"Can you take her in as close as that?" I asked.

"I could take her to hell," he replied cheerfully, "if there was enough water. The only thing is, can you chaps get on board?"

Billy laughed grimly. "Some of us will," he said, "and the others can swim."

With a white curve of water foaming away from either bow, the little vessel ran on down the centre of the river. Far ahead of us, a beautiful picture in the cloudless afternoon sunshine, the Seagull swept forward on her way towards the sea. Crouched in the bows, I stared silently out over the long grey stretch of intervening water, which every minute was perceptibly lessening in distance.

Billy, who had been rummaging in the tool-chest, which Cumming had pointed out to him, crept forward and held out a heavy steel bar.

"Here you are, Jack," he said. "You freeze on to this. I've got a gun."

I took the short but deadly little weapon and thrust it into my side pocket. I felt somehow that my fists would be all that I should want.

"Billy," I said, "if we both get on board together, leave Sangatte to me."

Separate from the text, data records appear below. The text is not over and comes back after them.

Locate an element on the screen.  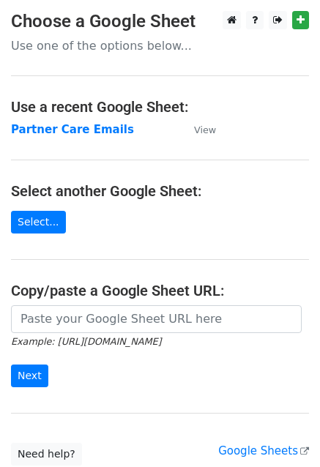
a: View is located at coordinates (198, 130).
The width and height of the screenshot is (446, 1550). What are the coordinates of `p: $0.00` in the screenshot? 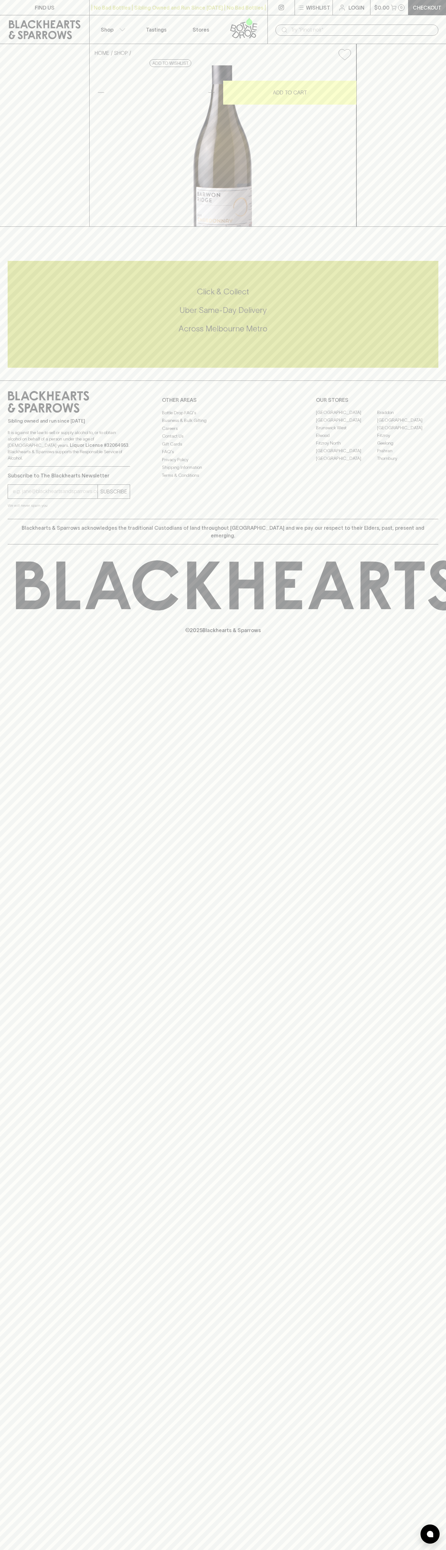 It's located at (382, 8).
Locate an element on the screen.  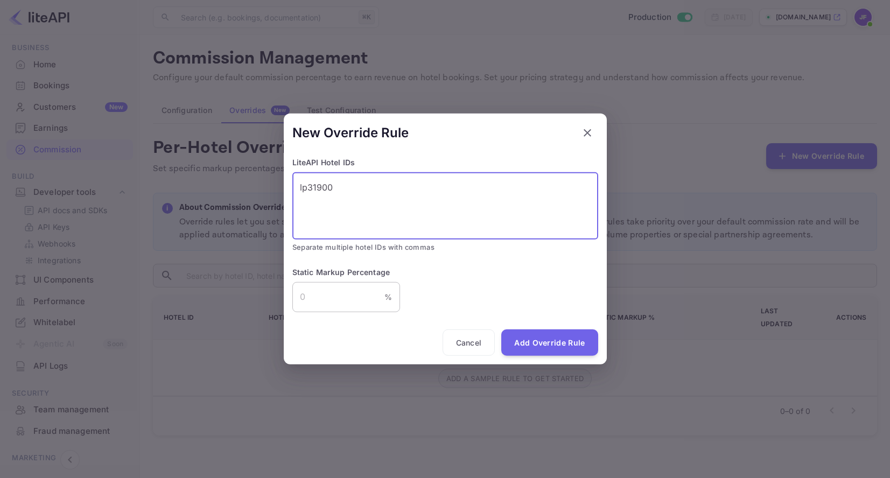
p: Static Markup Percentage is located at coordinates (446, 272).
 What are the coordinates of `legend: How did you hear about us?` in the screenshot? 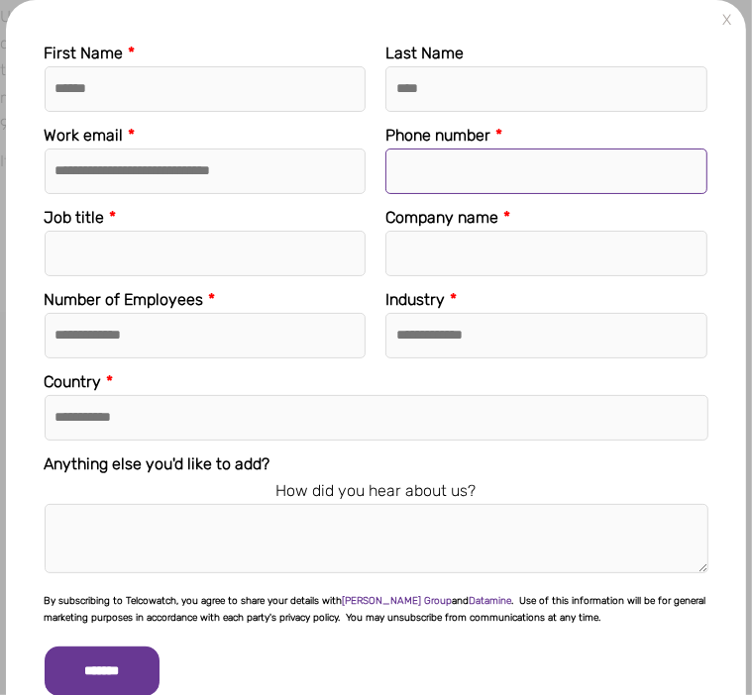 It's located at (376, 490).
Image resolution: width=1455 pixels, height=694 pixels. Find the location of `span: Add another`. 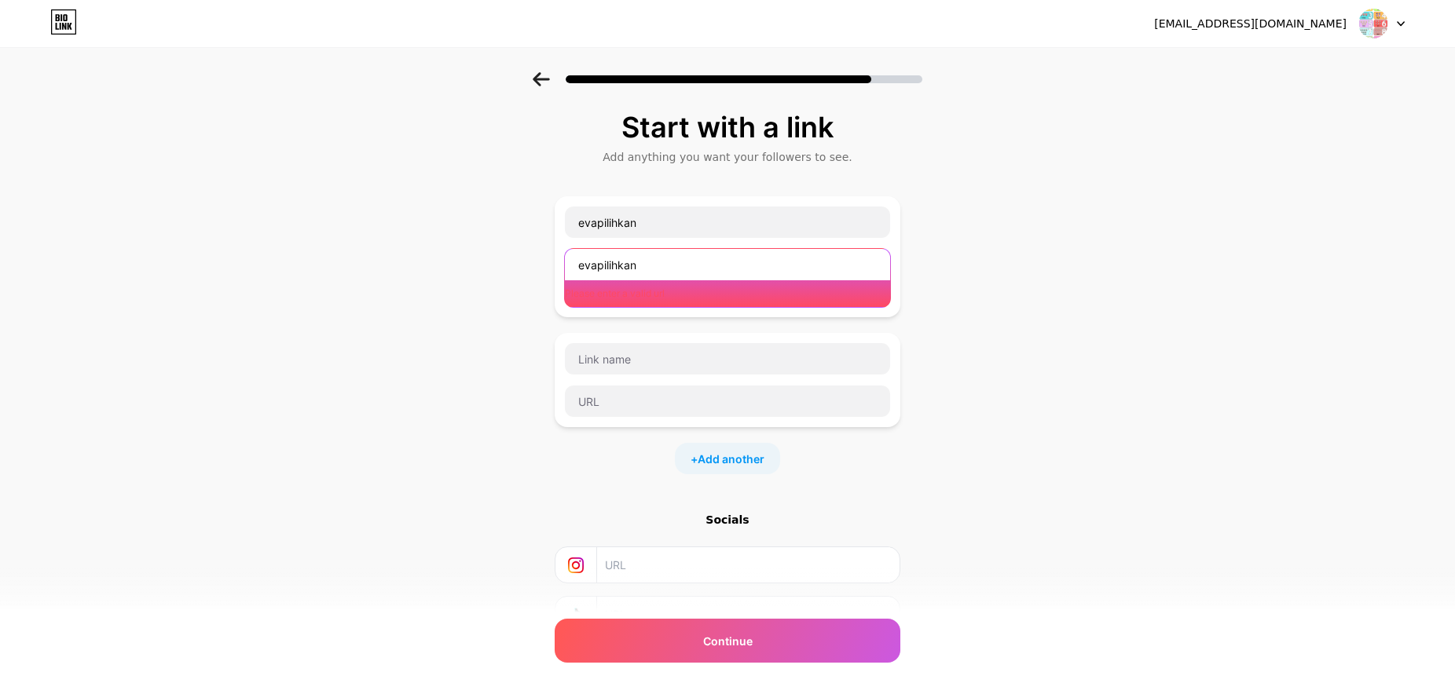

span: Add another is located at coordinates (731, 459).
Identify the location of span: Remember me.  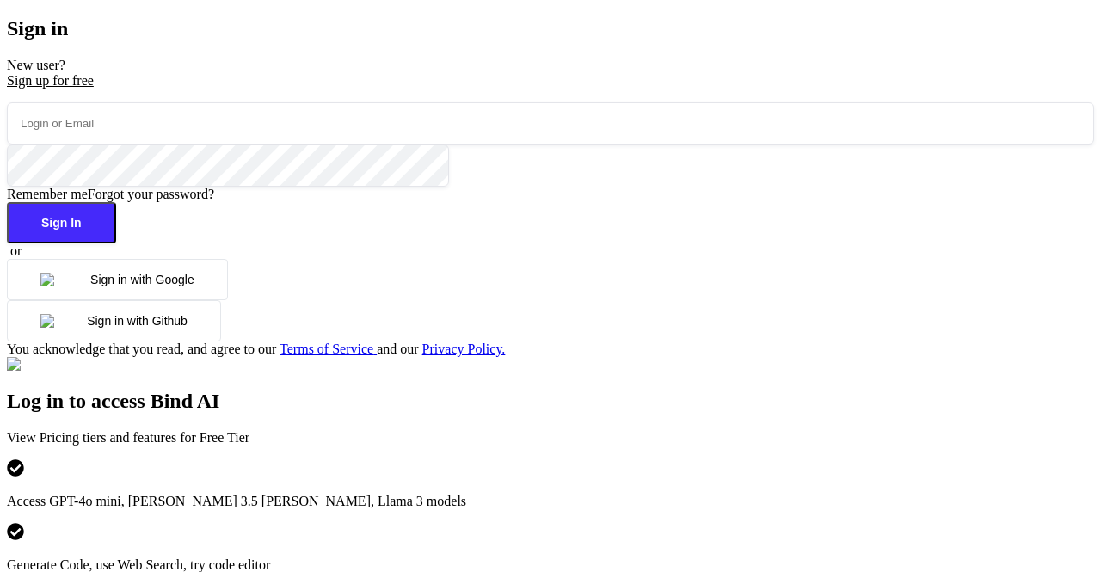
(47, 194).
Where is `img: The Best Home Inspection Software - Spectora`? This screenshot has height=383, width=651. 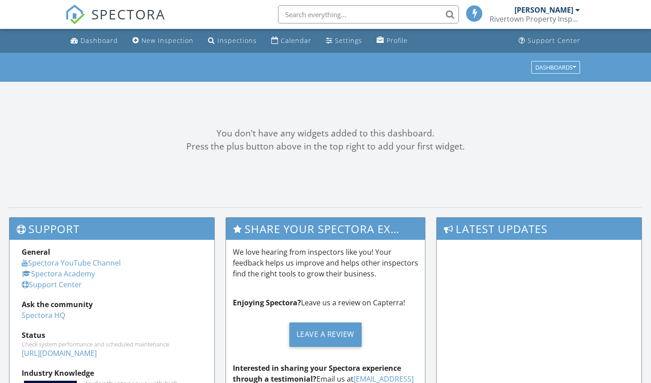
img: The Best Home Inspection Software - Spectora is located at coordinates (75, 14).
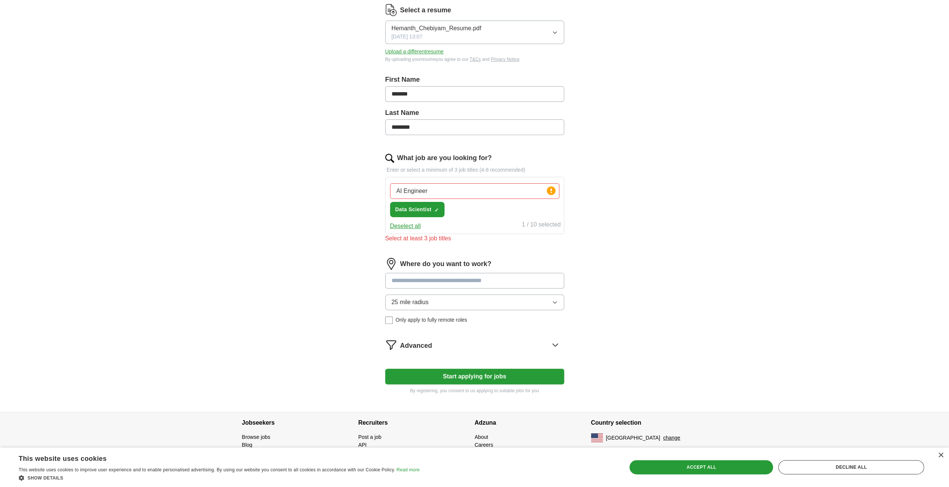 This screenshot has width=949, height=487. I want to click on img: US flag, so click(597, 437).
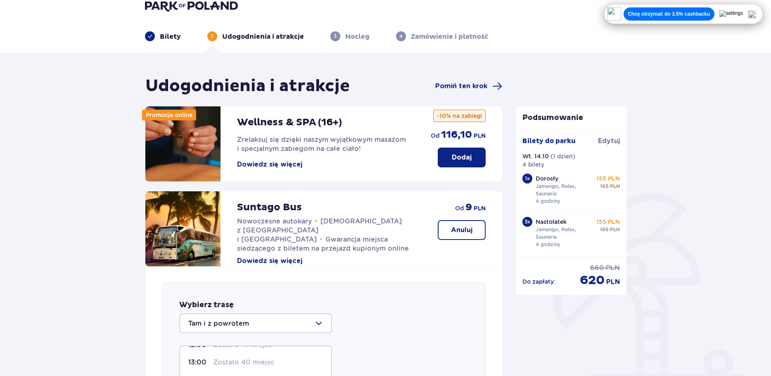 The image size is (771, 376). I want to click on p: Wt. 14.10, so click(535, 156).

He nodded. "That'll be all right," he replied. "There'll be quite enough fun for me with the rest of the crew; you shall have his lordship all to yourself." Then he paused and looked out at the stern of the Seagull, now no more than half a mile distant. "Don't you think, Jack," he added, "that you'd better go down into the cabin, just in case Sangatte's on the watch? If he spotted you, he'd guess we meant mischief at once, and we might find it a bit of a job to get on board. You can pop out as we run alongside."

Billy's suggestion was so obviously a sensible one that although I was loth to quit the deck, I immediately adopted it. It would never do for Sangatte to see me in the boat, for the Seagull stood so much higher out of the water than our own little craft that our only chance of boarding her was to take the crew by surprise. So into the cabin I went, where I found the impassive Wilton, who seemed to consider the whole business as part of his ordinary day's work, stretched out peacefully on the bunk.